Graveslab (present location), Dublin South City, Co. Dublin

Somewhere in the collections of the National Museum of Ireland sits a small stone fragment, measuring just thirty centimetres by fifteen, that carries one of early medieval Christianity's most misunderstood symbols: a swastika.

Long before the motif became irrevocably associated with twentieth-century atrocity, it appeared regularly in early Christian and pre-Christian decorative art across Europe and Ireland, where it was used as an ornamental device on stonework, metalwork, and manuscripts. On this particular fragment, it forms part of a cross-slab, a category of early medieval grave marker typically featuring an incised or raised cross, often surrounded by interlace, geometric patterns, or figural carving. The swastika in this context is a rotating cross variant, a symbol of movement or eternity rather than anything more troubling, and its presence here is a reminder of how visual vocabularies shift meaning across time.

The fragment was acquired by the National Museum in 1984, having come from Fuerty graveyard in County Roscommon, a site recorded separately in the archaeological inventory. The slab itself is catalogued as part of a larger cross-slab entry in the Sites and Monuments Record. Its dimensions suggest it is a fairly small remnant, possibly broken from a larger grave marker at some point in the graveyard's history. The sources cited in the record, including Siggins (1988) and Herity and colleagues (1997), place it within the broader corpus of early Christian stone monuments from the region, though the precise date of the original slab's carving is not noted in the available record.

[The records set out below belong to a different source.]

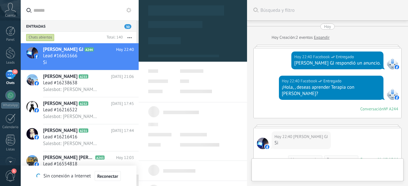  I want to click on div: Marque resuelto, so click(305, 160).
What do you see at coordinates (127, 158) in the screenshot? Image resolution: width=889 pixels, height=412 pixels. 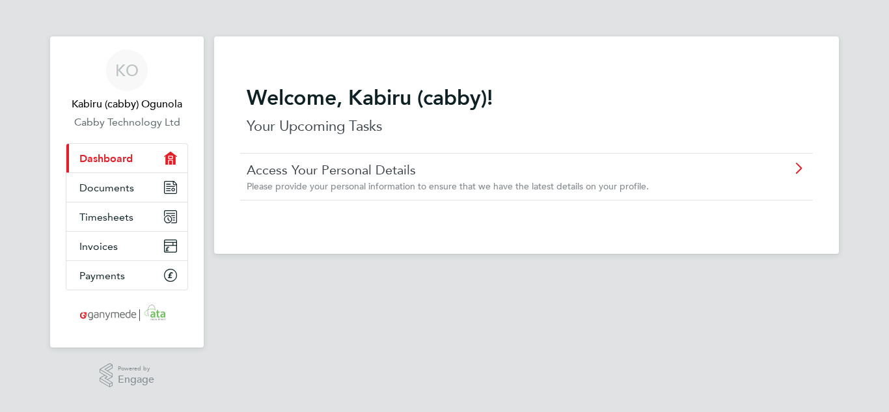 I see `a: Dashboard` at bounding box center [127, 158].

The fragment is now held in Dublin rather than displayed in situ in Roscommon, which means anyone wishing to examine it should contact the National Museum of Ireland directly to enquire about access or current display status, as objects of this kind are not always on permanent public view. The associated graveyard at Fuerty remains a separate site of interest for those travelling in County Roscommon. For visitors with an interest in early Christian stonework more broadly, the National Museum's collection in Dublin holds a significant range of comparable material, and the staff there can often point researchers towards objects not currently on the gallery floor.